The fact is stop-and-frisk did little to reduce the number of shootings within New York City according to DNAInfo.com:

Between 2009 and 2011, the number of people shot in New York climbed from 1,727 to 1,821 even as the NYPD was ratcheting up the number of people it rousted from 510,742 in 2009 to the record 685,724, the statistics showed.

A similar pattern of rising shootings and escalating stop-and-frisks occurred from 2004 through 2006. During those years, the NYPD stop-and-frisks jumped 70 percent, from 313,523 to 506,491, but the number of shooting victims rose about 7 percent, from 1,777 to 1,880.

During Bloomberg’s first five years in office, the number of stops and frisks went up five fold, from 97,296 in 2002 to 506,491 in 2006. But the numbers of shootings and victims — 1,556 and 1,880, respectively — remained about the same since he and Kelly started.

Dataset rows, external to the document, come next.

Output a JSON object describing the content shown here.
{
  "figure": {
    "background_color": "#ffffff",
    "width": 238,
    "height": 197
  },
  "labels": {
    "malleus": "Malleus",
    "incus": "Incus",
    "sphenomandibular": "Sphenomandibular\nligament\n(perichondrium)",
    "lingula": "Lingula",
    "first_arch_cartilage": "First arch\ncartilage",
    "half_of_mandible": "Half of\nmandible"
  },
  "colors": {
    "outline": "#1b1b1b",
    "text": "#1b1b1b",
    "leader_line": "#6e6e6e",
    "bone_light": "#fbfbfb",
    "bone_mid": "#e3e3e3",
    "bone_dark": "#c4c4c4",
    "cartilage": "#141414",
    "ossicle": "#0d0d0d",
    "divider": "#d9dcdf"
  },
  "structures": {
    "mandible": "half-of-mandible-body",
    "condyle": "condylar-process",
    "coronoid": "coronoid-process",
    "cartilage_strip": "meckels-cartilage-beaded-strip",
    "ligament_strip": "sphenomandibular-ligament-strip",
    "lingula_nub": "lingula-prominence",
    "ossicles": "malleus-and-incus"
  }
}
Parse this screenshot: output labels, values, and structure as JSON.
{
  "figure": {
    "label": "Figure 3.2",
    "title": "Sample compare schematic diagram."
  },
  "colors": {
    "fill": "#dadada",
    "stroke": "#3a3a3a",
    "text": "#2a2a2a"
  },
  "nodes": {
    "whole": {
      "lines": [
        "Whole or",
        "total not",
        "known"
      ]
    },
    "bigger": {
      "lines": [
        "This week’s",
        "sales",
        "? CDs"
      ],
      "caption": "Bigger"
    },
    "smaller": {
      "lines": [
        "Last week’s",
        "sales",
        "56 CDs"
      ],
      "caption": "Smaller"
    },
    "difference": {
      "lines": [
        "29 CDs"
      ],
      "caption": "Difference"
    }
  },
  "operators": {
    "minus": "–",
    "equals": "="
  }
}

Then during the exchange on tonight’s debate, a NYPD spokesman tweeted this out:

Needless to say and despite Trump’s bumbling on the subject the notion of stop-and-frisk was deemed unconstitutional and for good reason. It is an undoubted violation against the fourth amendment which protects American citizens against an illegal search and seizure. And that’s not even considering the tremendous racial profiling that occurs when this absurd policy is in place.